This video is pure gold: thanks so much for uploading I've learnt so much from it. I may have to watch it several times though!!! A great overview and introduction to so many areas for further study.
This is so good. As beginner Cuda programmer I get the most important concepts and terminology seeds right into good soil. I know what to except. First thing to do is fully accept parallel threads being the king.
One thing that's confusing: if reading from a memory location in a different row is 3x slower than reading from a memory location in the same row - how come we get 13x slowdown? Worst case (if you're deliberately reading from a different row each time) - one would expect a 3x slowdown? What am I missing out on? Is it the burst mode? 2) You're using float2 type so that means your thread is loading 4 bytes (for 2 points) not 8 bytes? Which would put the 4 warps into 512B loading territory instead of the optimal 1024? -> EDIT: ok, I just saw that p1 & p2 are actually float pointers so that does make sense. 3) How can we guarantee that p1 & p2 arrays (holding the points) are adjacent, i.e. in the same physical row in memory? Great video! The sound quality is a bit off though.
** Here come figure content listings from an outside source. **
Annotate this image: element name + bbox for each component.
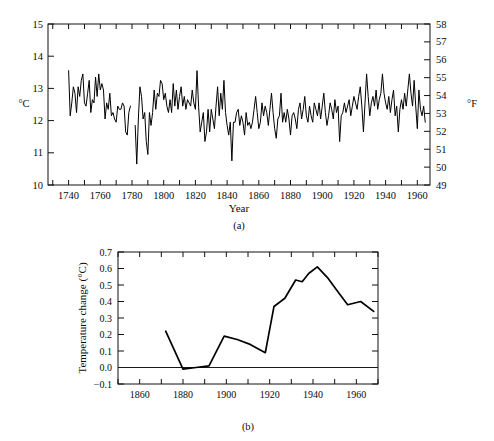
chart-a-y2tick-49: 49 <box>436 180 447 191</box>
chart-a-y2tick-50: 50 <box>436 162 447 173</box>
chart-a-x-axis-title: Year <box>229 202 250 214</box>
chart-b-xtick-1900: 1900 <box>216 389 236 400</box>
chart-b-xtick-1940: 1940 <box>303 389 323 400</box>
chart-b-ytick-5: 0.4 <box>100 296 113 307</box>
chart-b-ytick-7: 0.6 <box>100 263 113 274</box>
chart-a-xtick-1740: 1740 <box>58 190 79 201</box>
chart-a-y2tick-58: 58 <box>436 19 447 30</box>
chart-b-xtick-1860: 1860 <box>130 389 150 400</box>
chart-a-ytick-15: 15 <box>33 19 44 30</box>
chart-a-y2tick-54: 54 <box>436 90 447 101</box>
chart-a-xtick-1920: 1920 <box>343 190 364 201</box>
chart-a-xtick-1860: 1860 <box>248 190 269 201</box>
chart-a-ytick-11: 11 <box>33 147 43 158</box>
figure-container: 1740176017801800182018401860188019001920… <box>0 0 494 441</box>
chart-a-y2tick-56: 56 <box>436 54 447 65</box>
chart-b-xtick-1880: 1880 <box>173 389 193 400</box>
chart-b-ytick-2: 0.1 <box>100 346 113 357</box>
chart-a-right-unit-label: °F <box>467 98 477 109</box>
chart-a-xtick-1820: 1820 <box>185 190 206 201</box>
chart-a-y2tick-52: 52 <box>436 126 447 137</box>
panel-a: 1740176017801800182018401860188019001920… <box>0 0 494 232</box>
chart-a-ytick-10: 10 <box>33 180 44 191</box>
chart-a-ytick-13: 13 <box>33 83 44 94</box>
chart-b-xtick-1920: 1920 <box>260 389 280 400</box>
chart-b-ytick-6: 0.5 <box>100 280 113 291</box>
chart-b-ytick-3: 0.2 <box>100 329 113 340</box>
chart-a-svg: 1740176017801800182018401860188019001920… <box>0 0 494 232</box>
chart-b-caption: (b) <box>242 421 255 433</box>
chart-b-axes <box>118 252 378 384</box>
chart-a-xtick-1940: 1940 <box>375 190 396 201</box>
panel-b: 186018801900192019401960−0.10.00.10.20.3… <box>0 232 494 441</box>
chart-a-axes <box>48 24 430 185</box>
chart-a-y2tick-57: 57 <box>436 36 447 47</box>
chart-a-series-line <box>69 71 426 164</box>
chart-a-y2tick-53: 53 <box>436 108 447 119</box>
chart-b-ytick-1: 0.0 <box>100 362 113 373</box>
chart-a-caption: (a) <box>233 220 245 232</box>
chart-b-ytick-4: 0.3 <box>100 313 113 324</box>
chart-a-y2tick-55: 55 <box>436 72 447 83</box>
chart-a-y2tick-51: 51 <box>436 144 447 155</box>
chart-b-series-line <box>166 267 374 369</box>
chart-a-xtick-1760: 1760 <box>90 190 111 201</box>
chart-a-xtick-1900: 1900 <box>312 190 333 201</box>
chart-a-ytick-14: 14 <box>33 51 44 62</box>
chart-a-xtick-1800: 1800 <box>153 190 174 201</box>
chart-a-left-unit-label: °C <box>18 98 29 109</box>
chart-a-xtick-1780: 1780 <box>122 190 143 201</box>
chart-b-svg: 186018801900192019401960−0.10.00.10.20.3… <box>0 232 494 441</box>
chart-a-xtick-1960: 1960 <box>407 190 428 201</box>
chart-a-tick-labels: 1740176017801800182018401860188019001920… <box>33 19 448 202</box>
chart-a-xtick-1880: 1880 <box>280 190 301 201</box>
chart-b-ytick-8: 0.7 <box>100 247 113 258</box>
chart-b-xtick-1960: 1960 <box>346 389 366 400</box>
chart-b-y-axis-title: Temperature change (°C) <box>76 262 89 373</box>
chart-b-ytick-0: −0.1 <box>94 379 112 390</box>
chart-b-tick-labels: 186018801900192019401960−0.10.00.10.20.3… <box>94 247 366 401</box>
chart-a-xtick-1840: 1840 <box>217 190 238 201</box>
chart-a-ytick-12: 12 <box>33 115 44 126</box>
It's 3x slower for reading a single value, but it gets worse when reading many contiguous values where the burst column read can read many values in one operation. For example, let's say that we're reading two sets of 10 values, one set of which are all contiguous in a row, and one set that are all on different rows. And you have the three ops in the video: LOAD a row, READ a column, STORE the row back. For the contiguous values: time = LOAD + BURST READ + STORE = 3 ops For the disjoint values: time = (LOAD + READ + STORE)*10 = 30 ops That's how you get the 10x speed-up.
Excellent. For the matrix multiply, you’re reusing the same row multiple times but the columns would have to be loaded in every time. So how do you increase compute intensity of the columns?
"Occupancy is the most powerful tool that you have for tuning a program. **Once you're doing your best for memory access patterns** there's pretty much no algorithmic optimization that you can do that'll speed your program up by as much as 33%" I thought FlashAttention's major contribution was optimizing memory access patterns, namely reducing the number of HBM loads/stores.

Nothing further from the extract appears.